“The news of the revocation of the office of the commissioner of the ATI of Trapani and of the simultaneous entrustment to Invitalia of the path towards the single management of the water service, in application of national regulations and following the Government’s warning, imposes a serious and objective reflection also for the province of Messina”. Thus begins the note from Mayor Federico Basile. “In the Trapani area, after having acknowledged the impossibility of arriving at the assignment of the service in a timely manner, the President of the Region communicated the objective inadequacy of the path undertaken. The national Government therefore intervened as a substitute, entrusting Invitalia with a clear and temporary mandate. Consequently, President Schifani himself deemed it no longer necessary to continue the commissionership, which had not achieved the expected objectives. In Messina, however, exactly the opposite happens: a tender procedure that has already been completed continues to be reiterated deserted twice, we insist on the model of the mixed public-private company and, at the same time, we maintain a commissionership which is producing delays, uncertainties and no concrete results. All this while the city and the province are burdened by an uncertainty that concerns an essential, strategic and vital service such as water”.
Basile’s question
Basile then goes to the crux of the problem: “The question is simple and direct: why in Trapani was it recognized that the path undertaken was not working, intervening in a clear and definitive manner, while in Messina we persist in a management that has not given a positive outcome? It should also be remembered that the issue had been clearly raised in the Chamber, during the discussion of the stability law, by Cateno De Luca and the South calls North group, highlighting the anomaly of a commissioner called to operate simultaneously on several provinces, including Messina. The paradox is evident today: precisely in Messina, which was the case on which that intervention was most concentrated, the commissioner remains unchanged; while in Trapani, where the same commissioner operated, the position was revoked. A contradiction that cannot fail to be highlighted and on which we ask for transparency, respect for the rules and local communities and for the assembly of mayors to become the protagonist again with real involvement of the territories and the administrations that represent them”.

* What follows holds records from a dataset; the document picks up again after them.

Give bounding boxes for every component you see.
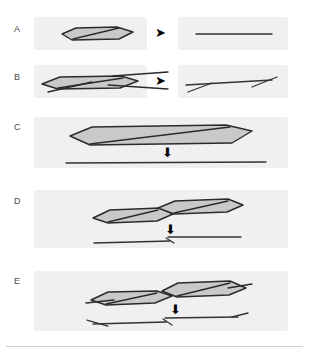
panel-label-a: A <box>14 24 20 34</box>
panel-label-d: D <box>14 196 21 206</box>
figure-container: ABCDE ➤➤⬇⬇⬇ <box>0 0 309 354</box>
figure-canvas <box>0 0 309 354</box>
panel-d <box>34 190 288 248</box>
panel-a-right-arrow: ➤ <box>155 26 166 39</box>
panel-d-down-arrow: ⬇ <box>165 223 176 236</box>
panel-label-c: C <box>14 122 21 132</box>
panel-e <box>34 271 288 331</box>
panel-b-right-arrow: ➤ <box>155 74 166 87</box>
panel-label-b: B <box>14 72 20 82</box>
bottom-divider <box>6 346 303 347</box>
panel-label-e: E <box>14 276 20 286</box>
panel-c <box>34 117 288 168</box>
panel-b-box-after <box>178 65 288 98</box>
panel-c-down-arrow: ⬇ <box>162 146 173 159</box>
panel-e-down-arrow: ⬇ <box>170 303 181 316</box>
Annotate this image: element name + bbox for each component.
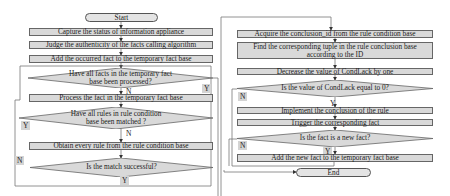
no-label: N (238, 92, 247, 101)
flowchart-canvas: Start Capture the status of information … (0, 0, 450, 196)
find-tuple-step: Find the corresponding tuple in the rule… (237, 42, 433, 59)
decision-text: Is the fact is a new fact? (237, 130, 433, 147)
start-terminal: Start (85, 13, 158, 22)
new-fact-decision: Is the fact is a new fact? (237, 130, 433, 147)
judge-authenticity-step: Judge the authenticity of the facts call… (29, 41, 213, 49)
all-facts-processed-decision: Have all facts in the temporary fact bas… (28, 68, 213, 88)
yes-label: Y (120, 176, 129, 185)
add-new-fact-step: Add the new fact to the temporary fact b… (237, 154, 433, 162)
obtain-rule-step: Obtain every rule from the rule conditio… (29, 142, 213, 150)
no-label: N (238, 141, 247, 150)
capture-status-step: Capture the status of information applia… (29, 28, 213, 36)
add-occurred-fact-step: Add the occurred fact to the temporary f… (29, 55, 213, 63)
decision-text: Is the match successful? (30, 158, 213, 177)
acquire-conclusion-id-step: Acquire the conclusion_id from the rule … (237, 30, 433, 38)
all-rules-matched-decision: Have all rules in rule condition base be… (19, 107, 213, 129)
process-fact-step: Process the fact in the temporary fact b… (29, 94, 213, 102)
condlack-zero-decision: Is the value of CondLack equal to 0? (237, 80, 433, 97)
trigger-fact-step: Trigger the corresponding fact (237, 119, 433, 126)
decision-text: Have all rules in rule condition base be… (19, 107, 213, 129)
no-label: N (124, 129, 133, 138)
yes-label: Y (202, 84, 211, 93)
end-terminal: End (296, 168, 371, 177)
implement-conclusion-step: Implement the conclusion of the rule (237, 107, 433, 114)
decrease-condlack-step: Decrease the value of CondLack by one (237, 68, 433, 75)
decision-text: Is the value of CondLack equal to 0? (237, 80, 433, 97)
match-successful-decision: Is the match successful? (30, 158, 213, 177)
no-label: N (15, 156, 24, 165)
yes-label: Y (21, 121, 30, 130)
decision-text: Have all facts in the temporary fact bas… (28, 68, 213, 88)
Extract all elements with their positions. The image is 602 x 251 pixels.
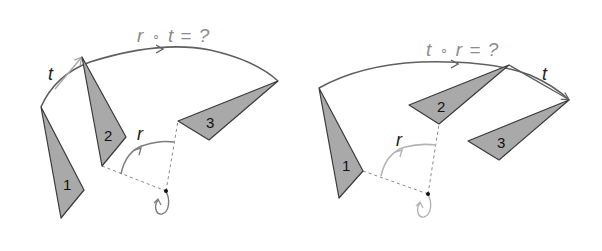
left-title-a: r xyxy=(137,25,144,46)
right-panel: t ∘ r = ? t r 1 2 3 xyxy=(319,37,569,217)
right-pivot-loop xyxy=(418,195,431,217)
right-pivot-point xyxy=(426,192,430,196)
right-dashed-line-2 xyxy=(428,124,439,194)
right-title-a: t xyxy=(426,39,432,60)
right-triangle-2-label: 2 xyxy=(437,98,445,115)
right-title: t ∘ r = ? xyxy=(426,37,499,60)
left-panel: r ∘ t = ? t r 1 2 3 xyxy=(41,23,278,218)
right-translation-arrow xyxy=(509,65,568,99)
left-title-q: ? xyxy=(199,25,210,46)
left-triangle-2 xyxy=(82,57,126,166)
left-pivot-point xyxy=(164,189,168,193)
left-triangle-2-label: 2 xyxy=(104,127,112,144)
right-title-eq: = xyxy=(469,39,480,60)
right-triangle-2 xyxy=(409,65,509,124)
left-triangle-3 xyxy=(178,81,278,140)
left-triangle-1-label: 1 xyxy=(63,176,71,193)
right-triangle-1-label: 1 xyxy=(342,157,350,174)
left-title-op: ∘ xyxy=(152,28,160,43)
left-title: r ∘ t = ? xyxy=(137,23,210,46)
right-triangle-3-label: 3 xyxy=(497,134,505,151)
right-dashed-line-1 xyxy=(363,171,428,194)
right-title-b: r xyxy=(456,39,463,60)
left-triangle-1 xyxy=(41,107,84,218)
left-r-label: r xyxy=(137,124,144,144)
left-rotation-arc-arrow xyxy=(134,148,141,155)
right-triangle-1 xyxy=(319,88,363,198)
left-dashed-line-1 xyxy=(102,166,166,191)
left-composite-arc-arrow xyxy=(156,45,163,53)
left-translation-arrow xyxy=(55,58,81,89)
composition-diagram: r ∘ t = ? t r 1 2 3 t xyxy=(0,0,602,251)
right-composite-arc-arrow xyxy=(451,60,458,68)
left-triangle-3-label: 3 xyxy=(206,114,214,131)
right-title-op: ∘ xyxy=(440,42,448,57)
left-pivot-loop xyxy=(156,192,169,214)
right-rotation-arc xyxy=(381,144,436,176)
left-pivot-loop-arrow xyxy=(154,199,161,205)
right-t-label: t xyxy=(542,64,548,84)
left-title-b: t xyxy=(168,25,174,46)
right-pivot-loop-arrow xyxy=(416,202,423,208)
left-rotation-arc xyxy=(121,141,174,174)
right-r-label: r xyxy=(396,130,403,150)
left-dashed-line-2 xyxy=(166,121,178,191)
left-t-label: t xyxy=(48,64,54,84)
left-title-eq: = xyxy=(180,25,191,46)
right-title-q: ? xyxy=(488,39,499,60)
right-triangle-3 xyxy=(468,100,569,160)
right-rotation-arc-arrow xyxy=(395,150,402,157)
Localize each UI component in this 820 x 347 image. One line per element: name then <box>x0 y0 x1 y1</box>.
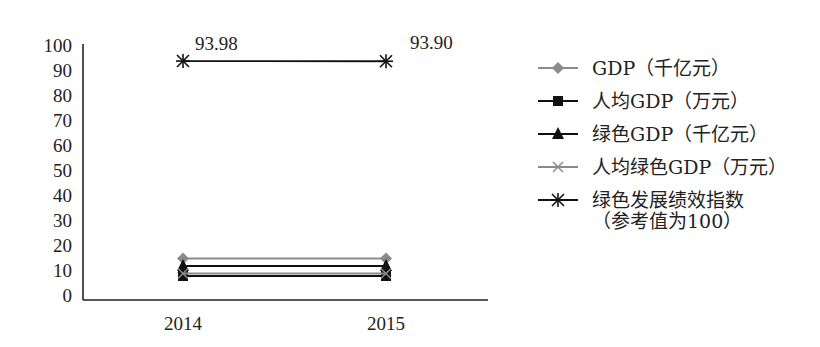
y-tick-label: 60 <box>53 135 72 156</box>
legend-item: GDP（千亿元） <box>538 58 820 91</box>
diamond-marker-icon <box>552 62 564 74</box>
series-1 <box>178 271 391 281</box>
legend-swatch-icon <box>538 190 578 210</box>
legend-swatch-icon <box>538 58 578 78</box>
asterisk-marker-icon <box>379 54 393 68</box>
y-tick-label: 30 <box>53 210 72 231</box>
y-tick-label: 40 <box>53 185 72 206</box>
series-4 <box>176 54 393 68</box>
data-label: 93.98 <box>195 33 238 54</box>
asterisk-marker-icon <box>176 54 190 68</box>
y-tick-label: 70 <box>53 110 72 131</box>
data-label: 93.90 <box>410 32 453 53</box>
square-marker-icon <box>553 96 563 106</box>
x-tick-label: 2015 <box>367 313 405 334</box>
asterisk-marker-icon <box>551 193 565 207</box>
y-tick-label: 20 <box>53 235 72 256</box>
series-0 <box>177 253 392 265</box>
legend-label: 绿色GDP（千亿元） <box>592 124 768 145</box>
legend-label: 人均绿色GDP（万元） <box>592 157 787 178</box>
y-tick-label: 90 <box>53 60 72 81</box>
legend-swatch-icon <box>538 157 578 177</box>
y-tick-label: 10 <box>53 260 72 281</box>
legend: GDP（千亿元）人均GDP（万元）绿色GDP（千亿元）人均绿色GDP（万元）绿色… <box>538 58 820 250</box>
legend-label: GDP（千亿元） <box>592 58 730 79</box>
legend-swatch-icon <box>538 124 578 144</box>
x-tick-label: 2014 <box>164 313 203 334</box>
legend-swatch-icon <box>538 91 578 111</box>
y-tick-label: 100 <box>44 35 73 56</box>
y-tick-label: 50 <box>53 160 72 181</box>
legend-item: 绿色发展绩效指数 （参考值为100） <box>538 190 820 250</box>
legend-item: 人均绿色GDP（万元） <box>538 157 820 190</box>
legend-item: 绿色GDP（千亿元） <box>538 124 820 157</box>
y-tick-label: 0 <box>63 285 73 306</box>
legend-item: 人均GDP（万元） <box>538 91 820 124</box>
series-3 <box>178 269 391 279</box>
legend-label: 人均GDP（万元） <box>592 91 749 112</box>
triangle-marker-icon <box>552 127 564 139</box>
y-tick-label: 80 <box>53 85 72 106</box>
series-2 <box>177 259 392 271</box>
legend-label: 绿色发展绩效指数 （参考值为100） <box>592 190 744 232</box>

“The water service cannot become a field of continuous experimentation or top-down decisions. Messina has its own management history, has its own structured public company and has the right to be an active part in the strategic choices that concern the future of the network and citizens. It should also be remembered that, in the absence of a single manager of the water service, several financing opportunities have already been lost over the years, including PNRR resources and other funds dedicated to infrastructure investments. It is legitimate to ask how many other opportunities will have to be sacrificed before take a final decision on the revocation of the current commissioner and on the launch of an effective and stable governance of the service. And above all whether we should not wait for a national government commissioner, with management consequences that will inevitably impact on costs and bills”.